Rotman, Brian. Becoming Besides Ourselves: The Alphabet, Ghosts, and Distributed Human Being. Duke UP, 2008.

Salter, Chris. Entangled.Technology and the Transformation of Performance. Cambridge, Mass.: The MIT Press, 2010.

Shimakawa, Karen. National Abjection: The Asian American Body Onstage. Durham: Duke UP, 2002.

Teves, Stephanie Nohelani. Defiant Indigeneity: The Politics of Hawaiian Performance. Chapel Hill: The U of North Carolina P, 2018.


*Maaike Bleeker is Professor in the Department of Media and Culture Studies at Utrecht University (the Netherlands) and served as president of Performance Studies international 2011-2016. She was the organizer of PSi#17: Camillo 2.0. Technology, Memory, Experience in Utrecht (2011). She is the author of Visuality in the Theatre: The Locus of Looking (Palgrave, 2008) and (co)editor of (among others) Thinking Through Theatre and Performance (Bloomsbury, 2019), Transmission in Motion: The Digitization of Dance (Routledge, 2016) and Performance and Phenomenology:Traditions and Transformations (Routledge, 2015).

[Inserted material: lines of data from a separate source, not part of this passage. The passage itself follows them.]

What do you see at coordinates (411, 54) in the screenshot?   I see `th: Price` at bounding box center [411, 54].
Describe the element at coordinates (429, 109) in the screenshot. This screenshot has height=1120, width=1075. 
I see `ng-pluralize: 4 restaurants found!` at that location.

**Eero Laine is the Director of Graduate Theatre and Assistant Professor in the Department of Theatre and Dance at the University at Buffalo, State University of New York. He is the editor of the Journal of Dramatic Theory and Criticism and is a co-editor of Lateral, the journal of the Cultural Studies Association. He serves as Secretary of Performance Studies international.

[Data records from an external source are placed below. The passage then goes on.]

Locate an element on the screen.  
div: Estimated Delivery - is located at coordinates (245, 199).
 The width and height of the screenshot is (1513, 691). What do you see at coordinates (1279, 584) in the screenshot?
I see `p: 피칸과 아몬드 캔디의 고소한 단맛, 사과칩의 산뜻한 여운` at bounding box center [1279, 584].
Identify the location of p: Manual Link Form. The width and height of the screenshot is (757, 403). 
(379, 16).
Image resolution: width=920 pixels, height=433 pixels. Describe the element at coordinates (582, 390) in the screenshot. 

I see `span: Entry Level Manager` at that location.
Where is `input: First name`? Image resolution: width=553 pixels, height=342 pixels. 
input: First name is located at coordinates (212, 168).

***Sean Metzger is the current president of Performance Studies international and Professor in the UCLA School of Theater, Film and Television. He is the author of Chinese Looks: Fashion, Performance, Race (Indiana University Press, 2014). The incoming co-editor of Theatre Journal, Metzger has also co-edited half a dozen other publications: Embodying Asian/American Sexualities (Lexington, 2009); Futures of Chinese Cinema: Technologies and Temporalities in Chinese Screen Cultures (Intellect, 2009); Awkward Stages: Plays about Growing Up Gay (2015), and special issues of the journals Cultural Dynamics (2009), Third Text (2014) and Asian Diasporic Visual Cultures and the Americas (2019).

Copyright © 2019 Maaike Bleeker, Eero Laine, Sean Metzger
Critical Stages/Scènes critiques e-ISSN: 2409-7411

Creative Commons Attribution International License

This work is licensed under the
Creative Commons Attribution International License CC BY-NC-ND 4.0.